CHICAGO (Reuters Health) - Seven to 15% of school-aged children are bullies and 1 in 10 school children is targeted by a bully, according to a report by the American Medical Association's Council on Scientific Affairs.

The report suggests that bullying can have long-term effects on both the bully and the bully's target.

American Medical Association (AMA) trustee Dr. Joseph Riggs recalled that as a child he was the target of an older boy, a memory that has not faded.

"He was beating me to a pulp and he didn't stop until I bloodied his nose," he said. While the incident didn't have any long-term adverse effects, he said, "these things stay with you. I still clearly remember that feeling of being punched and beaten."

Dr. Ron Davis, also an AMA trustee, said bullying is a public health problem. He urged physicians to read the new report and to work to implement its recommendations.

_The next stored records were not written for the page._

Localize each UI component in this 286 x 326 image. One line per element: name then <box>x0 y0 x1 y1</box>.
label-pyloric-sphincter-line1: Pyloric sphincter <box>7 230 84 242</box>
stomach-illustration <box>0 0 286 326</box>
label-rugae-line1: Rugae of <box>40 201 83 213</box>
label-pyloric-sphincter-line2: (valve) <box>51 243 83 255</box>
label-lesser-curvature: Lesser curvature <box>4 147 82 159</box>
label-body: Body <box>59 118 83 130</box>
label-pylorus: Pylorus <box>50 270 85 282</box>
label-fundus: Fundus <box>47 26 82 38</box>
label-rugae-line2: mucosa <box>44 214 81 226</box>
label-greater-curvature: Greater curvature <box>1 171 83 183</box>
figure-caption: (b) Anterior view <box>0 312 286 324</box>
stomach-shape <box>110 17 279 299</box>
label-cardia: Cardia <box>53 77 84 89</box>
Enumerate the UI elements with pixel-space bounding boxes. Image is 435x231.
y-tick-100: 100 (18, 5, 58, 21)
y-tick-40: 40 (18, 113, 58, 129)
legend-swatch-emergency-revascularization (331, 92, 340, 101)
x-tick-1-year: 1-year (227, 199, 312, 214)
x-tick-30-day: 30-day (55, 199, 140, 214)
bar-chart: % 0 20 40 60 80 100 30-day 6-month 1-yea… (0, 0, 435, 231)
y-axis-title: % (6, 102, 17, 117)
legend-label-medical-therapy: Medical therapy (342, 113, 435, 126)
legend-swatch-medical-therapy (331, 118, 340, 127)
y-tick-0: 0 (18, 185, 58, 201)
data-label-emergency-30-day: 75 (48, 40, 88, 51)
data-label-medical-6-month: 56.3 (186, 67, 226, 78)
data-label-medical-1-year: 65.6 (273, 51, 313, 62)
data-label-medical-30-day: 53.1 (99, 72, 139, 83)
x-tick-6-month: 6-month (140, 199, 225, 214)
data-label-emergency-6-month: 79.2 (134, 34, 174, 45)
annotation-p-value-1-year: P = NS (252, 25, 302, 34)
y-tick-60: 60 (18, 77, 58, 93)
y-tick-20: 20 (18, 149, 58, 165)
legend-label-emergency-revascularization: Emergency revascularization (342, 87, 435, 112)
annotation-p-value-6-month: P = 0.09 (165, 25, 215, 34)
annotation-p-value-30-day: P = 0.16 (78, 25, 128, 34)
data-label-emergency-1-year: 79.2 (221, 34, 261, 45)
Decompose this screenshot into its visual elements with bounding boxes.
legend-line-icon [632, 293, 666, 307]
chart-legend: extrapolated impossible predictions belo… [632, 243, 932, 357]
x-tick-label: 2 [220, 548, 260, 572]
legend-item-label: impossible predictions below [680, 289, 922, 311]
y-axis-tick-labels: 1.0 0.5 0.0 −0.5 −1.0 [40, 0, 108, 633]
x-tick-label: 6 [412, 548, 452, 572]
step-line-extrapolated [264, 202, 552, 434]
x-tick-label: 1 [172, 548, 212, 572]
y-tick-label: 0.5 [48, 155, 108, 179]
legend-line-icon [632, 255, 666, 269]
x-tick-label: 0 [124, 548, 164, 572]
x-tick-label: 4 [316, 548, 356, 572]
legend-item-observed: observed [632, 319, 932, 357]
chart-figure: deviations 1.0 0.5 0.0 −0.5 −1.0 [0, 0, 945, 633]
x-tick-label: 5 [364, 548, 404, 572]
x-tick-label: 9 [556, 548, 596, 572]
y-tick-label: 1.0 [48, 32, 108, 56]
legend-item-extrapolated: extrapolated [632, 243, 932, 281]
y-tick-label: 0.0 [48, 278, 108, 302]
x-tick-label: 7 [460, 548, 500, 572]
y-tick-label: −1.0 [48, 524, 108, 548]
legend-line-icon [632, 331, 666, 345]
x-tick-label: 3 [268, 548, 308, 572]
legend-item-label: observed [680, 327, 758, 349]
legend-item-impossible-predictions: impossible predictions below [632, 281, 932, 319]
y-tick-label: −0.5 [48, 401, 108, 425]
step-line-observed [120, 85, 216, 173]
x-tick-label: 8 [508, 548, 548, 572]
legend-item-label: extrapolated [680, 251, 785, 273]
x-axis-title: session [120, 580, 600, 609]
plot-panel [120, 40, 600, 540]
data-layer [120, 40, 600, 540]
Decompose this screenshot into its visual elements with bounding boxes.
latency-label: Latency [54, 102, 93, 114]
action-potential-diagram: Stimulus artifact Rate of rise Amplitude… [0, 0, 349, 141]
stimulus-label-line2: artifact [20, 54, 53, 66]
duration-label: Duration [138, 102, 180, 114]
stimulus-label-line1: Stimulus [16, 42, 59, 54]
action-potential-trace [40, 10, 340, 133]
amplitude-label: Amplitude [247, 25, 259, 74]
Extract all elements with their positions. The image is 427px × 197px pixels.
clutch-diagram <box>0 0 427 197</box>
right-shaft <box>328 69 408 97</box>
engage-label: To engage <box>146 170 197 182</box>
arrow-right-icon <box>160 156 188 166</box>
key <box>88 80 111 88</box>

The report recommends that doctors:

--Increase vigilance for signs and symptoms of bullying and other sources of psychological distress in children and adolescents;

--Screen for psychiatric problems, such as depression, in at-risk patients;

--Counsel affected patients and families on intervention programs and coping strategies;

--Advocate for family, school and community programs and services for victims and for bullies.

Davis said it is especially important for physicians to bring this issue to their patients' schools because often schools are reluctant to recognize that bullying is a problem.

"If you ask at the school, they will say we don't have a problem. But it you can get the school to actually survey, they will find out they do have a problem," he said.

In other actions, the AMA rejected a request to support the Association of Professional Ringside Physicians. The ringside physician works to make boxing safer, but the AMA has policy asking for a ban on boxing. Davis said that physicians who are present at ringside are actually complicit in an act that "we know causes brain damage."

The AMA did approve a resolution that advocates the placement of automated external defibrillators in public buildings. The original resolution suggested that the defibrillators should only be placed in buildings where there are "personnel who have been properly trained in their use," but that limitation was deleted after several delegates testified that the devices are practically foolproof.

Dr. Joseph Snyder, a delegate from Maryland, said his life was saved "because someone used an automated external defibrillator on me when I was traveling home from an AMA meeting in Hawaii."